The Draft SWEIS may be used to raise administrative and “material at risk” limits for tritium (radioactive hydrogen) and plutonium at Livermore Lab. The plutonium limits are relevant to Livermore Lab’s role in expanded plutonium pit (bomb core) production, which has been described in other government documents as involving shipments of plutonium from Los Alamos Lab in NM to Livermore for “materials testing” as well as the purchase by Livermore Lab of new plutonium glove boxes to support the NNSA’s goals for expanded pit production.
Panelists noted that more than 2,000 current and former Livermore Lab workers have applied for federal compensation for serious illnesses, including cancer, believed to have been caused by on-the-job exposures. Tri-Valley CAREs emphasized that both worker and community health and safety should be clearly prioritized in the Draft SWEIS.
The Draft SWEIS must also include climate change impacts and seismic impacts. Both these issues have become more pressing since the prior (2005) Lab SWEIS. Panelists noted that Site 300 had to be evacuated recently due to the major SCU fire – and that this is just one example of the interaction between climate change and Lab operations. Similarly, the USGS has raised its estimates of the severity of earthquakes that could affect both the Main Site and Site 300, and recent maps show that parts of Livermore Lab are in “liquefaction zones;” and liquefaction impacts on Livermore Lab were not analyzed in prior SWEIS (or other) documents.
Panelists also discussed how the public could scrutinize the National Environmental Policy Act’s requirement for a “purpose and need” statement in the SWEIS. In its “scoping process” the NNSA said that its purpose and need is highly dependent on the Trump 2018 Nuclear Posture Review, which is out of date and was never a law in any event. This is worthy of public comment.
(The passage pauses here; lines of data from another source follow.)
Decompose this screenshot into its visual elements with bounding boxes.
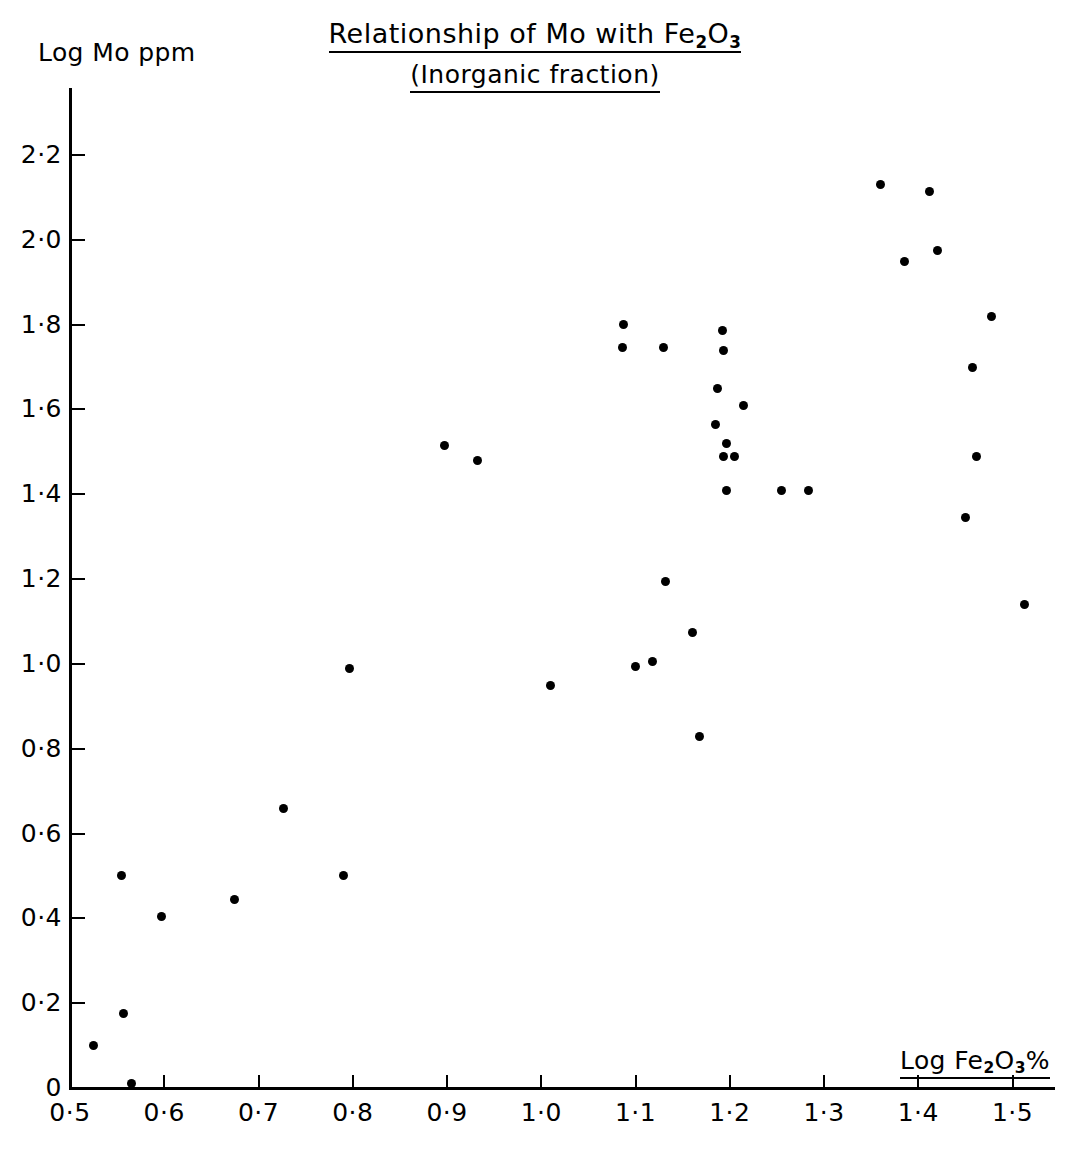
data-point [688,628,697,637]
y-tick-label: 1·0 [0,649,62,678]
data-point [933,246,942,255]
data-point [876,180,885,189]
data-point [619,320,628,329]
x-tick-label: 0·6 [119,1098,209,1127]
y-tick-label: 0·2 [0,988,62,1017]
data-point [777,486,786,495]
data-point [618,343,627,352]
x-tick-label: 0·8 [308,1098,398,1127]
data-point [661,577,670,586]
data-point [648,657,657,666]
data-point [719,452,728,461]
subscript: 2 [695,32,707,52]
y-tick-label: 0·6 [0,819,62,848]
data-point [440,441,449,450]
data-point [631,662,640,671]
data-point [157,912,166,921]
data-point [722,439,731,448]
data-point [339,871,348,880]
data-point [695,732,704,741]
data-point [711,420,720,429]
data-point [117,871,126,880]
data-point [718,326,727,335]
y-tick-label: 1·4 [0,479,62,508]
subscript: 3 [729,32,741,52]
data-point [1020,600,1029,609]
data-point [739,401,748,410]
x-tick-label: 1·4 [873,1098,963,1127]
data-point [546,681,555,690]
x-tick-label: 0·9 [402,1098,492,1127]
data-point [961,513,970,522]
data-point [925,187,934,196]
data-point [659,343,668,352]
x-tick-label: 1·0 [496,1098,586,1127]
plot-area [70,88,1054,1088]
y-tick-label: 0·8 [0,734,62,763]
scatter-plot-figure: Relationship of Mo with Fe2O3 (Inorganic… [0,0,1070,1175]
y-tick-label: 2·2 [0,140,62,169]
y-tick-label: 2·0 [0,225,62,254]
data-point [968,363,977,372]
data-point [345,664,354,673]
data-point [279,804,288,813]
x-tick-label: 1·3 [779,1098,869,1127]
data-point [730,452,739,461]
data-point [900,257,909,266]
y-tick-label: 0·4 [0,903,62,932]
y-tick-label: 1·2 [0,564,62,593]
y-tick-label: 1·6 [0,394,62,423]
data-point [987,312,996,321]
data-point [119,1009,128,1018]
data-point [804,486,813,495]
data-point [230,895,239,904]
data-point [473,456,482,465]
data-point [972,452,981,461]
y-axis-label: Log Mo ppm [38,38,196,67]
data-point [127,1079,136,1088]
x-tick-label: 1·2 [685,1098,775,1127]
data-point [722,486,731,495]
y-tick-label: 1·8 [0,310,62,339]
data-point [713,384,722,393]
data-point [89,1041,98,1050]
data-point [719,346,728,355]
x-tick-label: 0·5 [25,1098,115,1127]
x-tick-label: 0·7 [214,1098,304,1127]
x-tick-label: 1·1 [591,1098,681,1127]
x-tick-label: 1·5 [968,1098,1058,1127]
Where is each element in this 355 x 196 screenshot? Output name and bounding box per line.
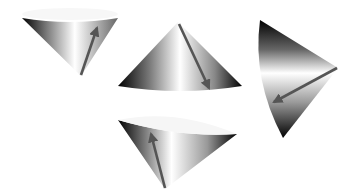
cone-figure [0,0,355,196]
cone-right [258,20,338,138]
cone-top-left [22,8,118,76]
cone-center [118,22,242,91]
cone-bottom [118,116,237,189]
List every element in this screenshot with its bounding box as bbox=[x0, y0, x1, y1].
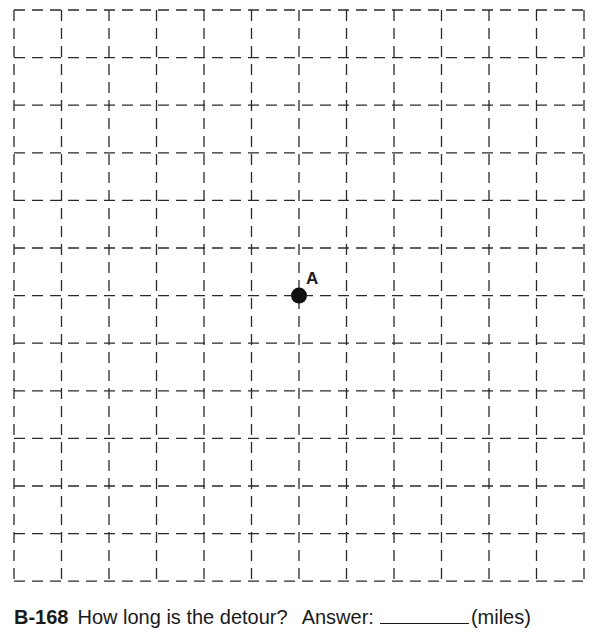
answer-label: Answer: bbox=[302, 606, 374, 628]
problem-caption: B-168How long is the detour?Answer:(mile… bbox=[14, 606, 531, 629]
point-a-dot bbox=[291, 288, 307, 304]
problem-number: B-168 bbox=[14, 606, 68, 628]
answer-blank[interactable] bbox=[380, 607, 469, 624]
point-a-label: A bbox=[306, 269, 318, 289]
problem-question: How long is the detour? bbox=[77, 606, 287, 628]
dashed-grid bbox=[0, 0, 593, 600]
answer-unit: (miles) bbox=[471, 606, 531, 628]
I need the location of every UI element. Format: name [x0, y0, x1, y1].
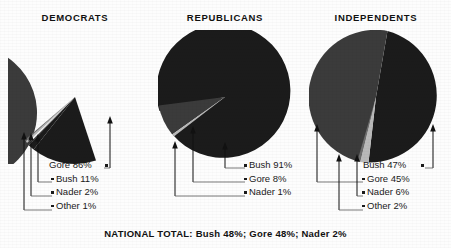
panel-republicans: REPUBLICANS	[150, 0, 300, 222]
national-total-caption: NATIONAL TOTAL: Bush 48%; Gore 48%; Nade…	[0, 228, 451, 239]
leader-lines-republicans	[150, 0, 300, 222]
arrow-other	[21, 132, 27, 210]
leader-lines-independents	[301, 0, 451, 222]
panel-independents: INDEPENDENTS	[301, 0, 451, 222]
arrow-gore	[314, 124, 320, 182]
arrow-nader	[28, 133, 34, 196]
arrow-gore	[107, 116, 113, 168]
leader-lines-democrats	[0, 0, 150, 222]
arrow-nader	[354, 154, 360, 196]
arrow-gore	[190, 126, 196, 182]
arrow-bush	[430, 124, 436, 168]
panel-democrats: DEMOCRATS	[0, 0, 150, 222]
arrow-nader	[172, 141, 178, 196]
arrow-bush	[35, 134, 41, 182]
arrow-bush	[222, 142, 228, 168]
pie-chart-figure: DEMOCRATS	[0, 0, 451, 248]
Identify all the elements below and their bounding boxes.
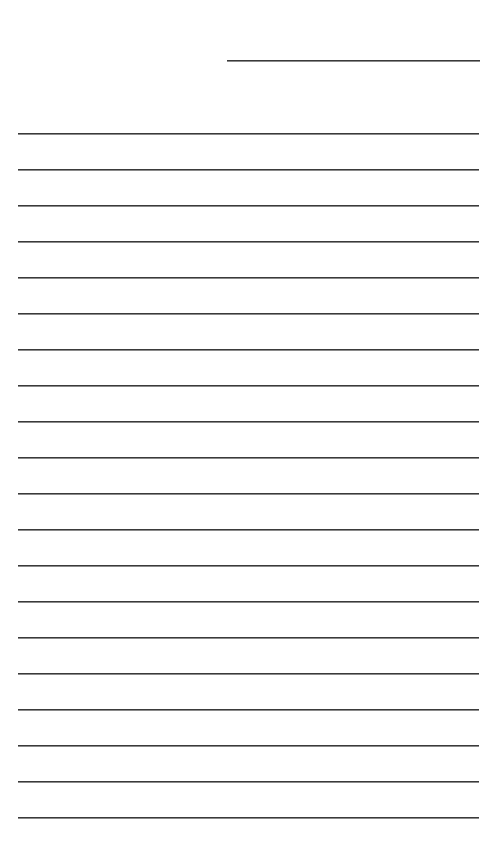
ruled-line — [18, 277, 479, 279]
ruled-line — [18, 745, 479, 747]
ruled-line — [18, 169, 479, 171]
ruled-line — [18, 457, 479, 459]
ruled-line — [18, 313, 479, 315]
ruled-line — [18, 349, 479, 351]
ruled-line — [18, 781, 479, 783]
ruled-line — [18, 817, 479, 819]
ruled-line — [18, 241, 479, 243]
ruled-line — [18, 709, 479, 711]
ruled-line — [18, 133, 479, 135]
ruled-line — [18, 637, 479, 639]
ruled-line — [18, 601, 479, 603]
ruled-line — [18, 529, 479, 531]
ruled-line — [18, 565, 479, 567]
ruled-line — [18, 493, 479, 495]
header-name-line — [227, 60, 480, 62]
ruled-line — [18, 421, 479, 423]
ruled-line — [18, 385, 479, 387]
ruled-line — [18, 673, 479, 675]
ruled-line — [18, 205, 479, 207]
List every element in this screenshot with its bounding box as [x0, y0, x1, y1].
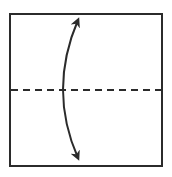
fold-diagram: [0, 0, 172, 177]
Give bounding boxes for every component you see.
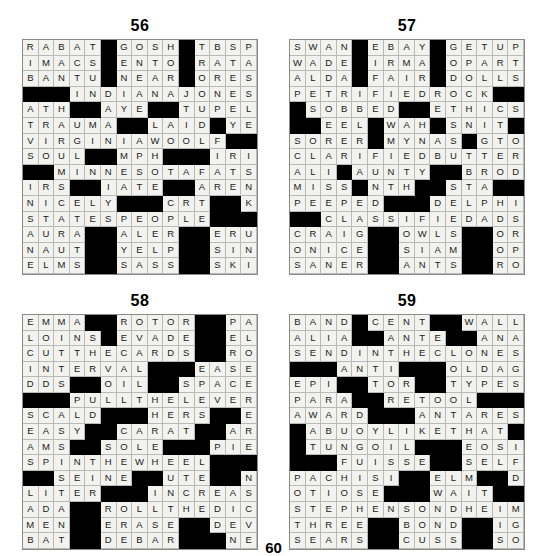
grid-cell-letter: O	[39, 331, 55, 347]
grid-cell-letter: L	[132, 227, 148, 243]
grid-cell-letter: A	[179, 165, 195, 181]
grid-cell-letter: L	[117, 393, 133, 409]
grid-cell-letter: I	[462, 486, 478, 502]
grid-cell-letter: C	[226, 377, 242, 393]
grid-cell-blank	[39, 471, 55, 487]
grid-cell-letter: S	[23, 455, 39, 471]
grid-cell-letter: A	[321, 40, 337, 56]
grid-cell-letter: O	[241, 346, 257, 362]
grid-cell-blank	[101, 258, 117, 274]
grid-cell-letter: E	[290, 377, 306, 393]
grid-cell-letter: I	[54, 455, 70, 471]
grid-cell-blank	[179, 71, 195, 87]
grid-cell-letter: T	[384, 180, 400, 196]
grid-cell-letter: S	[54, 424, 70, 440]
grid-cell-blank	[101, 71, 117, 87]
grid-cell-letter: T	[399, 165, 415, 181]
grid-cell-letter: B	[23, 71, 39, 87]
grid-cell-blank	[290, 212, 306, 228]
grid-cell-letter: F	[508, 455, 524, 471]
grid-cell-letter: B	[290, 315, 306, 331]
grid-cell-letter: T	[70, 212, 86, 228]
grid-cell-letter: O	[132, 40, 148, 56]
grid-cell-letter: N	[477, 346, 493, 362]
grid-cell-letter: E	[241, 408, 257, 424]
grid-cell-blank	[85, 518, 101, 534]
grid-cell-letter: L	[241, 331, 257, 347]
grid-cell-letter: N	[384, 165, 400, 181]
grid-cell-blank	[337, 165, 353, 181]
grid-cell-letter: R	[384, 393, 400, 409]
grid-cell-letter: A	[54, 408, 70, 424]
grid-cell-letter: L	[462, 196, 478, 212]
grid-cell-letter: A	[117, 227, 133, 243]
grid-cell-letter: N	[163, 486, 179, 502]
grid-cell-blank	[290, 102, 306, 118]
grid-cell-letter: N	[337, 440, 353, 456]
grid-cell-letter: O	[132, 315, 148, 331]
grid-cell-letter: O	[306, 134, 322, 150]
grid-cell-letter: T	[493, 424, 509, 440]
answer-grid-59[interactable]: BANDCENTWALLALIAANTEANASENDINTHECLONESAN…	[289, 314, 525, 550]
grid-cell-blank	[368, 518, 384, 534]
grid-cell-blank	[85, 315, 101, 331]
grid-cell-letter: P	[210, 440, 226, 456]
grid-cell-letter: R	[337, 87, 353, 103]
grid-cell-letter: A	[306, 56, 322, 72]
grid-cell-letter: R	[23, 40, 39, 56]
grid-cell-letter: H	[493, 196, 509, 212]
grid-cell-letter: E	[430, 102, 446, 118]
grid-cell-letter: I	[241, 149, 257, 165]
grid-cell-letter: R	[148, 346, 164, 362]
grid-cell-letter: F	[337, 455, 353, 471]
grid-cell-letter: R	[508, 149, 524, 165]
grid-cell-letter: C	[163, 196, 179, 212]
grid-cell-letter: I	[321, 377, 337, 393]
answer-grid-58[interactable]: EMMAROTORPALOINSEVADEELCUTTHECARDSROINTE…	[22, 314, 258, 550]
grid-cell-letter: V	[101, 362, 117, 378]
grid-cell-letter: E	[195, 212, 211, 228]
grid-cell-blank	[368, 408, 384, 424]
grid-cell-letter: A	[337, 393, 353, 409]
grid-cell-letter: I	[368, 455, 384, 471]
grid-cell-letter: W	[430, 486, 446, 502]
answer-grid-56[interactable]: RABATGOSHTBSPIMACSENTORATABANTUNEARORESI…	[22, 39, 258, 275]
grid-cell-letter: P	[290, 196, 306, 212]
grid-cell-blank	[430, 455, 446, 471]
grid-cell-letter: L	[195, 455, 211, 471]
grid-cell-blank	[85, 102, 101, 118]
grid-cell-letter: L	[399, 440, 415, 456]
grid-cell-letter: A	[415, 56, 431, 72]
grid-cell-letter: N	[241, 180, 257, 196]
grid-cell-letter: B	[430, 149, 446, 165]
grid-cell-blank	[54, 87, 70, 103]
grid-cell-blank	[430, 56, 446, 72]
grid-cell-letter: N	[54, 71, 70, 87]
grid-cell-letter: D	[210, 518, 226, 534]
grid-cell-letter: S	[384, 455, 400, 471]
grid-cell-letter: A	[290, 331, 306, 347]
grid-cell-letter: R	[321, 393, 337, 409]
grid-cell-blank	[384, 518, 400, 534]
grid-cell-letter: T	[226, 56, 242, 72]
grid-cell-letter: T	[179, 471, 195, 487]
grid-cell-blank	[101, 486, 117, 502]
grid-cell-letter: O	[493, 165, 509, 181]
grid-cell-letter: S	[54, 377, 70, 393]
answer-grid-57[interactable]: SWANEBAYGETUPWADEIRMAOPARTALDAFAIRDOLLSP…	[289, 39, 525, 275]
grid-cell-blank	[446, 455, 462, 471]
grid-cell-letter: H	[352, 502, 368, 518]
grid-cell-letter: B	[352, 102, 368, 118]
grid-cell-letter: T	[446, 408, 462, 424]
grid-cell-letter: E	[132, 212, 148, 228]
grid-cell-letter: I	[415, 243, 431, 259]
grid-cell-letter: V	[23, 134, 39, 150]
grid-cell-blank	[132, 471, 148, 487]
puzzle-row-top: 56 RABATGOSHTBSPIMACSENTORATABANTUNEAROR…	[22, 18, 525, 275]
grid-cell-letter: H	[399, 180, 415, 196]
grid-cell-letter: U	[241, 227, 257, 243]
grid-cell-letter: O	[117, 502, 133, 518]
grid-cell-blank	[39, 165, 55, 181]
grid-cell-blank	[290, 455, 306, 471]
grid-cell-letter: S	[226, 40, 242, 56]
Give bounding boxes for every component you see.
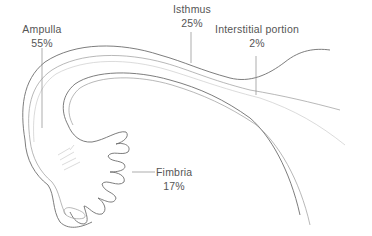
ampulla-body-left-inner bbox=[30, 140, 66, 215]
tube-inner-contour bbox=[63, 73, 300, 215]
fimbria-texture bbox=[58, 145, 80, 170]
interstitial-label: Interstitial portion 2% bbox=[212, 22, 302, 50]
isthmus-label: Isthmus 25% bbox=[170, 2, 214, 30]
isthmus-name: Isthmus bbox=[170, 2, 214, 16]
interstitial-percent: 2% bbox=[212, 36, 302, 50]
isthmus-percent: 25% bbox=[170, 16, 214, 30]
interstitial-name: Interstitial portion bbox=[212, 22, 302, 36]
tube-lumen-line bbox=[34, 61, 345, 145]
ampulla-percent: 55% bbox=[20, 36, 64, 50]
fimbria-percent: 17% bbox=[156, 179, 192, 193]
fimbriae bbox=[68, 125, 129, 224]
ampulla-body-left bbox=[25, 140, 92, 227]
fallopian-tube-diagram: Ampulla 55% Isthmus 25% Interstitial por… bbox=[0, 0, 372, 236]
fimbria-name: Fimbria bbox=[156, 165, 192, 179]
ampulla-name: Ampulla bbox=[20, 22, 64, 36]
ampulla-label: Ampulla 55% bbox=[20, 22, 64, 50]
tube-inner-wall bbox=[69, 78, 310, 225]
tube-wall-line bbox=[29, 55, 340, 140]
fimbria-label: Fimbria 17% bbox=[156, 165, 192, 193]
fimbria-inner-fold bbox=[64, 208, 85, 219]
Another overarching issue addressed by the panel is that NEPA requires a SWEIS to include an “alternatives analysis”. In past SWEIS documents, the Lab tried to downplay that aspect of the review. It is therefore incumbent on the public to bring up all reasonable alternatives for Livermore Lab operations, programs and mission going into the future.
The panelists also discussed the extreme importance of public participation and engagement during this process. Our aim is that the public’s participation will lead to more environmentally safe and just decisions. Beneficiaries include our air, our water, and our land, and out health. Further, a positive change in Livermore Lab’s programs and mission can benefit our nation and our planet (currently 88% of the Lab’s budget from the Dept. of Energy goes for one budget line only, the one called “nuclear weapons activities”).
As a Community, What’s Next?
Panelists told the community participants that “YOUR VOICE MATTERS”. Your knowledge about environmental protection, your health, and life experiences matter and only you can speak your truth.
With that in mind, Tri-Valley CAREs closed out the event by asking people to let us know if they think the government’s public hearings and written comment period are enough or if people want more public comment time or more hearings (as of date of the forum and this writing, the NNSA had not yet stated its plans). We asked people to “stay tuned.”
And we invite you to do that as well!
Your Tri-Valley CAREs team will provide analysis and information as soon as the Draft SWEIS and its comment period are published. And, if anyone prefers to speak (or get info) in Spanish, our bilingual community organizer Raiza Marciscano-Bettis can be contacted at [email protected].